The limited studies (and many experiential anecdotes) place ME/CFS patients, like trans people, at significantly higher risk for suicide. As with trans people, this risk is not an inherent part of who we are– it is built into structures designed to ignore or even magnify our pain. Studies find no elevated risk of depression among ME/CFS patients, but rather, an elevated suicidality caused by lack of resources and understanding, loss of employment and community, and the general hopelessness that descends with so much loss and forced isolation.
HEADLINES
Trans woman murdered in Augusta, GA
Officers were called to the Augusta hotel for a possible homicide on Wednesday July 20, 2022 for a possible homicide. Officers arrived at the Knights Inn in Augusta, GA around 10:28am to find 26 year old Keshia Chanel Geter of Eastover S.C. who identified as a Black trans woman. Investigators say that she was traveling […]
Stories for the Futures We Need
This is how cisgender “innocence” silences trans people. It forces us to start every conversation with the very fundamentals: that trans people’s self-understandings are valid, and that we deserve access to forms of health care and employment and community that are readily granted to cisgender people. We replay the same tired conversations about how pronouns work, why trans people are far more likely to be assaulted in public bathrooms than to perpetrate assault, and how many major medical organizations support gender-affirming care.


REQUIRED ACTION:
All entries below must be retyped exactly, though pictures are to be skipped.

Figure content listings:
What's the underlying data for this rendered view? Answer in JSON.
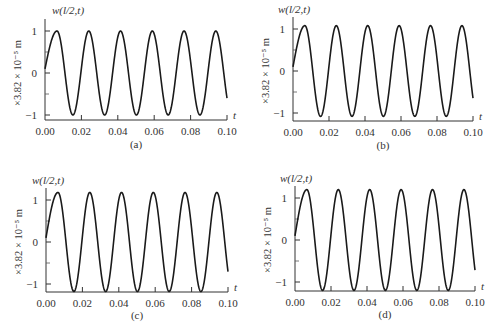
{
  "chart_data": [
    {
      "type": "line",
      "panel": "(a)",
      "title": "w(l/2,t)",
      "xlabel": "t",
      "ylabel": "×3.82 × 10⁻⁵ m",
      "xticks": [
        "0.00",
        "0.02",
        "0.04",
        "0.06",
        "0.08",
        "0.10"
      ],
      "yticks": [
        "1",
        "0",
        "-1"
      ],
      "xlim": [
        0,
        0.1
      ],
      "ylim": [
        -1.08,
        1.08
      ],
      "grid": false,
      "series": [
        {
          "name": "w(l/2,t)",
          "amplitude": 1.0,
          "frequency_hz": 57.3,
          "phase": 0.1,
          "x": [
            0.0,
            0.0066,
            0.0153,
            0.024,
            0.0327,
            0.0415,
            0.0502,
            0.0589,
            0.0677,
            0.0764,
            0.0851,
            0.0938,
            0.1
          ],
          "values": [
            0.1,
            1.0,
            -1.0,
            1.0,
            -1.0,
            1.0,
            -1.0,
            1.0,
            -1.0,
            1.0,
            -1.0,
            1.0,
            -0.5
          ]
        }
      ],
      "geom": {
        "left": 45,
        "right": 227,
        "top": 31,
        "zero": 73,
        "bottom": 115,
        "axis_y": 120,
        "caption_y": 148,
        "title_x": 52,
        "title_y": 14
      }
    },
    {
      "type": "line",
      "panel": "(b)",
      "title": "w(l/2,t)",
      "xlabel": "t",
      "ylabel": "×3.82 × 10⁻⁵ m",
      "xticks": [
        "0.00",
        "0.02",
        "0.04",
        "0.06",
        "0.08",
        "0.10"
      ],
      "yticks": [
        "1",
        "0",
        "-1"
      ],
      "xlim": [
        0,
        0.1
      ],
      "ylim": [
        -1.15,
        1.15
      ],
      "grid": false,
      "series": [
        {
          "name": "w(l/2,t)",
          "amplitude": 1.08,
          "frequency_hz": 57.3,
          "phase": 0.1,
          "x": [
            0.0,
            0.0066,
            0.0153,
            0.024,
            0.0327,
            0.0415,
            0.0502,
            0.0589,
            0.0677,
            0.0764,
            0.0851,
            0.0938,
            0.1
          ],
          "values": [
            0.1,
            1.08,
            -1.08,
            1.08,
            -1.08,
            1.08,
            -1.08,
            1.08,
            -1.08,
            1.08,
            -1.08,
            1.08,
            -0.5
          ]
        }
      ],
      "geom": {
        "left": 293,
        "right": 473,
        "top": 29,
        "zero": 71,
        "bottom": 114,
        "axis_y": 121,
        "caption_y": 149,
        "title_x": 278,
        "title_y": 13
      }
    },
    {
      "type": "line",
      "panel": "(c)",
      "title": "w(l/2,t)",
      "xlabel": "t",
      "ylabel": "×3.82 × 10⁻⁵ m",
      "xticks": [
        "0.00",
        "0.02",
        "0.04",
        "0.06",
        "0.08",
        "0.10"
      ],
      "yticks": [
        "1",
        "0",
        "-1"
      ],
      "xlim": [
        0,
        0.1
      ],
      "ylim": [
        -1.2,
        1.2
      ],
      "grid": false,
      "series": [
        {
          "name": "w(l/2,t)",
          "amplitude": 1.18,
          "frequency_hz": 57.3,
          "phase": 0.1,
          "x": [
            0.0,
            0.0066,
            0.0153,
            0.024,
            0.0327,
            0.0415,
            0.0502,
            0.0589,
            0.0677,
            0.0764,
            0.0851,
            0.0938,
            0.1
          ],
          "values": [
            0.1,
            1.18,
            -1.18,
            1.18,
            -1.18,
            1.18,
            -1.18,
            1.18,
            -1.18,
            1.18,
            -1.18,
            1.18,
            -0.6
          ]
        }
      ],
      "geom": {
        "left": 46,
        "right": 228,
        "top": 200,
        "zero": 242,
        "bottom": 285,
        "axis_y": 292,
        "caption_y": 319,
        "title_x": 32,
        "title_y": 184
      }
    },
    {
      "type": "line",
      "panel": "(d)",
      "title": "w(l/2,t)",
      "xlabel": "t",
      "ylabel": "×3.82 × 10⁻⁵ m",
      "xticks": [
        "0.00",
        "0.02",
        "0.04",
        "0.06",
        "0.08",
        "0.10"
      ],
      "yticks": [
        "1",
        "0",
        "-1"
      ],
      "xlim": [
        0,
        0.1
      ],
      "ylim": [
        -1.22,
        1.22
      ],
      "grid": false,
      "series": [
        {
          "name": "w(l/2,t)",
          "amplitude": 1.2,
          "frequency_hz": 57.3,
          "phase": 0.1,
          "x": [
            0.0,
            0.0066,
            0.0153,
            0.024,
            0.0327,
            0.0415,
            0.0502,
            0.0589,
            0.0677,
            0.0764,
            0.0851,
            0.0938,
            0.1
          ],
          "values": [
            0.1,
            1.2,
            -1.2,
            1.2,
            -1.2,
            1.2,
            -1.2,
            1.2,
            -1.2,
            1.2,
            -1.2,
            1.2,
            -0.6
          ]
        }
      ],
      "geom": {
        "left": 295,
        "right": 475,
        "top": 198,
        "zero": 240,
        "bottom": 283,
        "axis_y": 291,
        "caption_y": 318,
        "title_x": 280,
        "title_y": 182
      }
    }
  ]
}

RESPONSE BOX:
What's the underlying data for this rendered view? Answer in JSON.
{
  "chart_data": [
    {
      "type": "line",
      "panel": "(a)",
      "title": "w(l/2,t)",
      "xlabel": "t",
      "ylabel": "×3.82 × 10⁻⁵ m",
      "xticks": [
        "0.00",
        "0.02",
        "0.04",
        "0.06",
        "0.08",
        "0.10"
      ],
      "yticks": [
        "1",
        "0",
        "-1"
      ],
      "xlim": [
        0,
        0.1
      ],
      "ylim": [
        -1.08,
        1.08
      ],
      "grid": false,
      "series": [
        {
          "name": "w(l/2,t)",
          "amplitude": 1.0,
          "frequency_hz": 57.3,
          "phase": 0.1,
          "x": [
            0.0,
            0.0066,
            0.0153,
            0.024,
            0.0327,
            0.0415,
            0.0502,
            0.0589,
            0.0677,
            0.0764,
            0.0851,
            0.0938,
            0.1
          ],
          "values": [
            0.1,
            1.0,
            -1.0,
            1.0,
            -1.0,
            1.0,
            -1.0,
            1.0,
            -1.0,
            1.0,
            -1.0,
            1.0,
            -0.5
          ]
        }
      ],
      "geom": {
        "left": 45,
        "right": 227,
        "top": 31,
        "zero": 73,
        "bottom": 115,
        "axis_y": 120,
        "caption_y": 148,
        "title_x": 52,
        "title_y": 14
      }
    },
    {
      "type": "line",
      "panel": "(b)",
      "title": "w(l/2,t)",
      "xlabel": "t",
      "ylabel": "×3.82 × 10⁻⁵ m",
      "xticks": [
        "0.00",
        "0.02",
        "0.04",
        "0.06",
        "0.08",
        "0.10"
      ],
      "yticks": [
        "1",
        "0",
        "-1"
      ],
      "xlim": [
        0,
        0.1
      ],
      "ylim": [
        -1.15,
        1.15
      ],
      "grid": false,
      "series": [
        {
          "name": "w(l/2,t)",
          "amplitude": 1.08,
          "frequency_hz": 57.3,
          "phase": 0.1,
          "x": [
            0.0,
            0.0066,
            0.0153,
            0.024,
            0.0327,
            0.0415,
            0.0502,
            0.0589,
            0.0677,
            0.0764,
            0.0851,
            0.0938,
            0.1
          ],
          "values": [
            0.1,
            1.08,
            -1.08,
            1.08,
            -1.08,
            1.08,
            -1.08,
            1.08,
            -1.08,
            1.08,
            -1.08,
            1.08,
            -0.5
          ]
        }
      ],
      "geom": {
        "left": 293,
        "right": 473,
        "top": 29,
        "zero": 71,
        "bottom": 114,
        "axis_y": 121,
        "caption_y": 149,
        "title_x": 278,
        "title_y": 13
      }
    },
    {
      "type": "line",
      "panel": "(c)",
      "title": "w(l/2,t)",
      "xlabel": "t",
      "ylabel": "×3.82 × 10⁻⁵ m",
      "xticks": [
        "0.00",
        "0.02",
        "0.04",
        "0.06",
        "0.08",
        "0.10"
      ],
      "yticks": [
        "1",
        "0",
        "-1"
      ],
      "xlim": [
        0,
        0.1
      ],
      "ylim": [
        -1.2,
        1.2
      ],
      "grid": false,
      "series": [
        {
          "name": "w(l/2,t)",
          "amplitude": 1.18,
          "frequency_hz": 57.3,
          "phase": 0.1,
          "x": [
            0.0,
            0.0066,
            0.0153,
            0.024,
            0.0327,
            0.0415,
            0.0502,
            0.0589,
            0.0677,
            0.0764,
            0.0851,
            0.0938,
            0.1
          ],
          "values": [
            0.1,
            1.18,
            -1.18,
            1.18,
            -1.18,
            1.18,
            -1.18,
            1.18,
            -1.18,
            1.18,
            -1.18,
            1.18,
            -0.6
          ]
        }
      ],
      "geom": {
        "left": 46,
        "right": 228,
        "top": 200,
        "zero": 242,
        "bottom": 285,
        "axis_y": 292,
        "caption_y": 319,
        "title_x": 32,
        "title_y": 184
      }
    },
    {
      "type": "line",
      "panel": "(d)",
      "title": "w(l/2,t)",
      "xlabel": "t",
      "ylabel": "×3.82 × 10⁻⁵ m",
      "xticks": [
        "0.00",
        "0.02",
        "0.04",
        "0.06",
        "0.08",
        "0.10"
      ],
      "yticks": [
        "1",
        "0",
        "-1"
      ],
      "xlim": [
        0,
        0.1
      ],
      "ylim": [
        -1.22,
        1.22
      ],
      "grid": false,
      "series": [
        {
          "name": "w(l/2,t)",
          "amplitude": 1.2,
          "frequency_hz": 57.3,
          "phase": 0.1,
          "x": [
            0.0,
            0.0066,
            0.0153,
            0.024,
            0.0327,
            0.0415,
            0.0502,
            0.0589,
            0.0677,
            0.0764,
            0.0851,
            0.0938,
            0.1
          ],
          "values": [
            0.1,
            1.2,
            -1.2,
            1.2,
            -1.2,
            1.2,
            -1.2,
            1.2,
            -1.2,
            1.2,
            -1.2,
            1.2,
            -0.6
          ]
        }
      ],
      "geom": {
        "left": 295,
        "right": 475,
        "top": 198,
        "zero": 240,
        "bottom": 283,
        "axis_y": 291,
        "caption_y": 318,
        "title_x": 280,
        "title_y": 182
      }
    }
  ]
}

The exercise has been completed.